Fated to Be Free eBook

This eBook from the Gutenberg Project consists of approximately 584 pages of information about Fated to Be Free.

Fated to Be Free eBook

This eBook from the Gutenberg Project consists of approximately 584 pages of information about Fated to Be Free.

“They all helped to dig it; and they know they did.”

Words that appeared to be so far from the tragical recollection which must have first caused this disturbance in her poor mind; but her grand-daughter thought proper to make her some kind of answer.

“Did they, grandmother?” she said in a soothing tone, “and a very good thing too.”

She stopped short, for upon the aged face fell suddenly such a look of affright, such renewed intelligence seemed to peer out of the dim eyes, and such defiance with their scrutiny, that for the moment she was very much alarmed.

“She’s not quite herself.  Oh, I hope she’s not going to have a stroke!” was her thought.

“What have I been a saying?” inquired Madam Melcombe.

“You said it was a good thing they dug the lily bed,” answered her grand-daughter.

“And nothing else?”

“No, ma’am, no,” answered the nurse; “and if you had, what would it signify?”

Madam Melcombe let them settle her in her chair and give her her cordial, then she said—­

“Folks are oft-times known to talk wild in their age.  I thought I might be losing my wits; might have said something.”

“Dear grandmother, don’t laugh!” exclaimed her grandson’s widow; “and don’t look so strange.  Lose your wits! you never will, not you.  We shall have you a little longer yet, please God, and bright and sensible to the last.”

“Folks are oft-times known to talk wild in their age,” repeated Madam Melcombe; and during the rest of that evening she continued silent and lost in thought.

The next morning, after a late breakfast, her family observed that there was still a difference in her manner.  She was not quite herself, they thought, and they were confirmed in their opinion when she demanded of her grand-daughter and her grandson’s widow, that a heavy old-fashioned bureau should be opened for her, and that she should be left alone.  “I don’t know as I shall be spared much longer,” said the meek nonogenarian, “and I’ve made up my mind to write a letter to my sons.”

My sons!” When they heard this they were startled almost as they might have been if she had had no sons, for neither of them had ever heard her mention their names.  Nothing, in fact, was known concerning them in that house, excepting that what portion of success and happiness had been allotted to the family seemed all to have fallen to their share.

They were vastly unpopular in the hamlet.  Not that any but the very old people remembered the day when they had first been missing, or what an extraordinary effect their behaviour had produced on their mother; but that the new generation had taken up her cause—­the new parson also—­and that the story being still often told had lost nothing in the narration.

Copyrights
Project Gutenberg
Fated to Be Free from Project Gutenberg. Public domain.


● WHAT YOU ARE ASKED TO DO: Go through the records, and copy each line in which the string "solid" is present.

[INFORMATION SHOWN Boundary: Start]

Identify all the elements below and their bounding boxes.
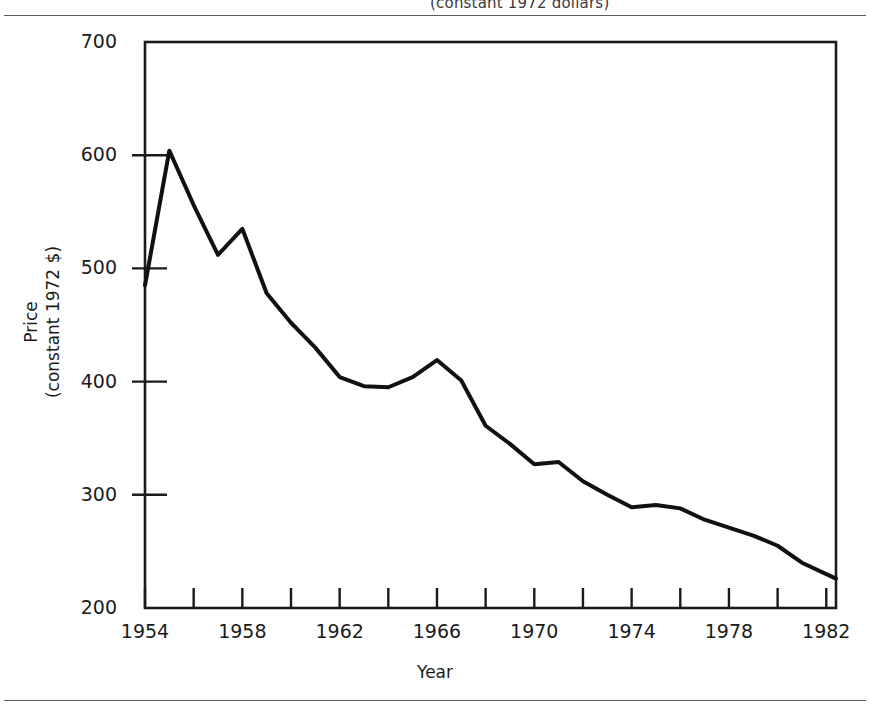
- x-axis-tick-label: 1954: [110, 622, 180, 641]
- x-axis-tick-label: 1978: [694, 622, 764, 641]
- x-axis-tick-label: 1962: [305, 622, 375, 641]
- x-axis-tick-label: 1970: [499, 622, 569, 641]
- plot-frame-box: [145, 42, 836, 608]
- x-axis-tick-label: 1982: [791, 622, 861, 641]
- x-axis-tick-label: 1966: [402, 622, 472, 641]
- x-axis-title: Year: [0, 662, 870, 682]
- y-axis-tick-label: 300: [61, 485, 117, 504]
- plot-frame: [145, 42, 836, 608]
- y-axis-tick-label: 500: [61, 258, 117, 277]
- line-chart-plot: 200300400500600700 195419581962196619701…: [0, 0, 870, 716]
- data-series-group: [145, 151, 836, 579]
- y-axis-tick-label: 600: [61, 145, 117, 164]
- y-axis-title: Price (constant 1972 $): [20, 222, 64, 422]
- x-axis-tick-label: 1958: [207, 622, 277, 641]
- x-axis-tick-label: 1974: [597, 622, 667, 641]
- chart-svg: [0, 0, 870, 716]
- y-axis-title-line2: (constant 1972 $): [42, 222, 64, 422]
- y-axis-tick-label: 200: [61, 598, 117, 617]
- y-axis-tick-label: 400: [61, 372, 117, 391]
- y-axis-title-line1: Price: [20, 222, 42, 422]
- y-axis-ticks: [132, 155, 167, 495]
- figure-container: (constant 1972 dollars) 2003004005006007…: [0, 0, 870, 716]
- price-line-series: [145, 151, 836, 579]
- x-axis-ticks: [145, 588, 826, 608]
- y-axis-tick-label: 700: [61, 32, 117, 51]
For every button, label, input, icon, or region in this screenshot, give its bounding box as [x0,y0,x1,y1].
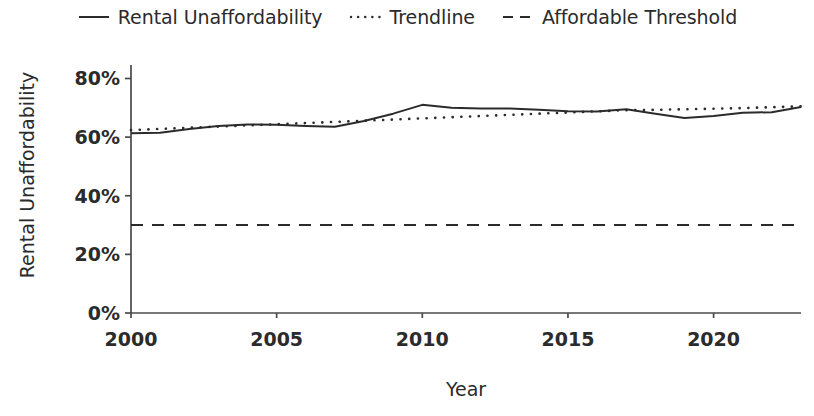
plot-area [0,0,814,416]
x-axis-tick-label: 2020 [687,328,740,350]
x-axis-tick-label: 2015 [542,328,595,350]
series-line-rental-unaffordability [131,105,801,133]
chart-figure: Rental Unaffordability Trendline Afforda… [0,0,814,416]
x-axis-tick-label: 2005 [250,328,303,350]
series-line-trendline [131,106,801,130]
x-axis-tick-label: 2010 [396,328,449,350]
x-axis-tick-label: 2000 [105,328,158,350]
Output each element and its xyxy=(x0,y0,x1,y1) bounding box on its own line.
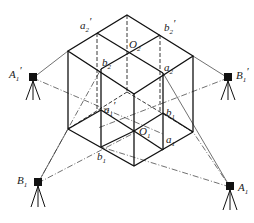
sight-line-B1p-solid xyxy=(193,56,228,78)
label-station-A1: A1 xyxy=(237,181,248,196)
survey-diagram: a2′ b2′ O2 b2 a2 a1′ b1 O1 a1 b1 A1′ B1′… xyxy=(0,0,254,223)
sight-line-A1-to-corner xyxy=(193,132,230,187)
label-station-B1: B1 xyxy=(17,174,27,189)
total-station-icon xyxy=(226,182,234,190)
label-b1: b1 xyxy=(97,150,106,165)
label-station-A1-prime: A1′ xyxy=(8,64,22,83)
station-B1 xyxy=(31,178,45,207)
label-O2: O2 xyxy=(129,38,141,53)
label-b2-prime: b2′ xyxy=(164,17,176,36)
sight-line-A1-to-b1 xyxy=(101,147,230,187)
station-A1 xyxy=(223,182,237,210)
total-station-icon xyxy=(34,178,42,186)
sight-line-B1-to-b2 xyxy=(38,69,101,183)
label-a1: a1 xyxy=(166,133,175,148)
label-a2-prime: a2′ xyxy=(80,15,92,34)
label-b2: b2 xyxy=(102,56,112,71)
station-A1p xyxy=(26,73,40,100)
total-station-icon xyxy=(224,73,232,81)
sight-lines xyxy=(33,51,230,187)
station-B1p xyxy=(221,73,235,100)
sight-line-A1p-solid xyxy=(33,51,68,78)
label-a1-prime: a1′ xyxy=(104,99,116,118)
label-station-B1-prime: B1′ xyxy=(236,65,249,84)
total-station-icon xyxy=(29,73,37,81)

[INFORMATION SHOWN Boundary: End]
[INFORMATION SHOWN Boundary: Start]

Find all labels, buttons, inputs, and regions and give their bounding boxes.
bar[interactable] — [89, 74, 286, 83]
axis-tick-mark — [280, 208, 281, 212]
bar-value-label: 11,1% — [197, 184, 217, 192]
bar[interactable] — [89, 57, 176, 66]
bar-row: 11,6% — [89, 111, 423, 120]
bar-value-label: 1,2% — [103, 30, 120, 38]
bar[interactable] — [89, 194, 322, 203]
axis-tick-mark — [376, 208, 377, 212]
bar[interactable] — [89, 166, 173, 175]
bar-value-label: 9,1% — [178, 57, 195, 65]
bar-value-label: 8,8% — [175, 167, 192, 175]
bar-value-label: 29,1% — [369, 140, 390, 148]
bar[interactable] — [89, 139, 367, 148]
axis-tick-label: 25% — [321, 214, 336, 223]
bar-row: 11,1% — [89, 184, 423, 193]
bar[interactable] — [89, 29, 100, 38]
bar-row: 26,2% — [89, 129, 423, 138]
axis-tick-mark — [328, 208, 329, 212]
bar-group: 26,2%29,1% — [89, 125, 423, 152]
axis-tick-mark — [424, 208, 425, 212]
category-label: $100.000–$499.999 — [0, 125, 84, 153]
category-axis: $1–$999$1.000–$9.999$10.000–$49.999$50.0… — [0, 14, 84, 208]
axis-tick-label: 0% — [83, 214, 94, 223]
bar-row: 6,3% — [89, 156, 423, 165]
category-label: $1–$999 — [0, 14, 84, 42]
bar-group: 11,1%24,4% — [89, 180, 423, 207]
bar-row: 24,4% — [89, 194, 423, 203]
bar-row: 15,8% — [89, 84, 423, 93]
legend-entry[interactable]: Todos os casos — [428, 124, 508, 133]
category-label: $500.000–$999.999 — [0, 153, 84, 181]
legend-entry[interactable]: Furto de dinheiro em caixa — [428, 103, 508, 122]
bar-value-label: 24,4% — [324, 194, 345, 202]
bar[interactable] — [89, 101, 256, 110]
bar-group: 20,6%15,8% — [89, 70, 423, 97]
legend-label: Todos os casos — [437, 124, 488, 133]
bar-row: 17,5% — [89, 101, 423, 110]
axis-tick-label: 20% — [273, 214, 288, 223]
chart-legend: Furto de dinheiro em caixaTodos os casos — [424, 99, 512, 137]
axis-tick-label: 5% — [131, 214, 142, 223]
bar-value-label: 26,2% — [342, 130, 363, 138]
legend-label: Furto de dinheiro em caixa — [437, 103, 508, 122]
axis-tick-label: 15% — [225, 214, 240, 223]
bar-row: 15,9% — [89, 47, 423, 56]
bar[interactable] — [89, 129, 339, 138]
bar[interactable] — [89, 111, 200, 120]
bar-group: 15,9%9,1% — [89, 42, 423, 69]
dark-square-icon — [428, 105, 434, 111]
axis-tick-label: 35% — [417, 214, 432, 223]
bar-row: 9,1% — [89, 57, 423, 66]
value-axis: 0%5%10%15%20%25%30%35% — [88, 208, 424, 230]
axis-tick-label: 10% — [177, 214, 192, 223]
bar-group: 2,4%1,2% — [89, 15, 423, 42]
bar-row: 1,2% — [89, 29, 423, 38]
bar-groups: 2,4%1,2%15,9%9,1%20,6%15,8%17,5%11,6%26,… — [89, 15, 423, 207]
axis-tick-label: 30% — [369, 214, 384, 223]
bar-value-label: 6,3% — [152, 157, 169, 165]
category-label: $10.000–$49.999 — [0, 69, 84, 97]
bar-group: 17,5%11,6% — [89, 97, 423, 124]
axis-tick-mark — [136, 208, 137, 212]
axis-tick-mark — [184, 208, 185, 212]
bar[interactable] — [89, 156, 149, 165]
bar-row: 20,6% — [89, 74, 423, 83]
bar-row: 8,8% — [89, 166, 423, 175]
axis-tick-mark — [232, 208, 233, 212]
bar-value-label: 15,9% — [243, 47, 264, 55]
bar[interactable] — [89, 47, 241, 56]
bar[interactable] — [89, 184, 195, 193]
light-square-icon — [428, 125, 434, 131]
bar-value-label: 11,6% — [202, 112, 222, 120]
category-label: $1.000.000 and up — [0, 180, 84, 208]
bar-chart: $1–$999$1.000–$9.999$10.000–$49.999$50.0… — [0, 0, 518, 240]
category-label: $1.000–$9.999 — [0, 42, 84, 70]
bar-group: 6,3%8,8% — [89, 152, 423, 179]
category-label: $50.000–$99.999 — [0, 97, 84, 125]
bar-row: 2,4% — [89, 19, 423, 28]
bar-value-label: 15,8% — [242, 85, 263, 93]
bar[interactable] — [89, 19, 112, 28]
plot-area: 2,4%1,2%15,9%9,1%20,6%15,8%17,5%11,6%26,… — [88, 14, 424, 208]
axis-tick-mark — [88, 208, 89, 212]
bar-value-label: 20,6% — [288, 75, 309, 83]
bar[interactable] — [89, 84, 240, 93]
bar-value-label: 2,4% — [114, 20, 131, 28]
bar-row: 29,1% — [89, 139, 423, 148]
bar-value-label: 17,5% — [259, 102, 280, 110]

[INFORMATION SHOWN Boundary: End]

● WRITTEN SOLUTION:
sight-line-B1p-solid xyxy=(193,56,228,78)
sight-line-A1p-solid xyxy=(33,51,68,78)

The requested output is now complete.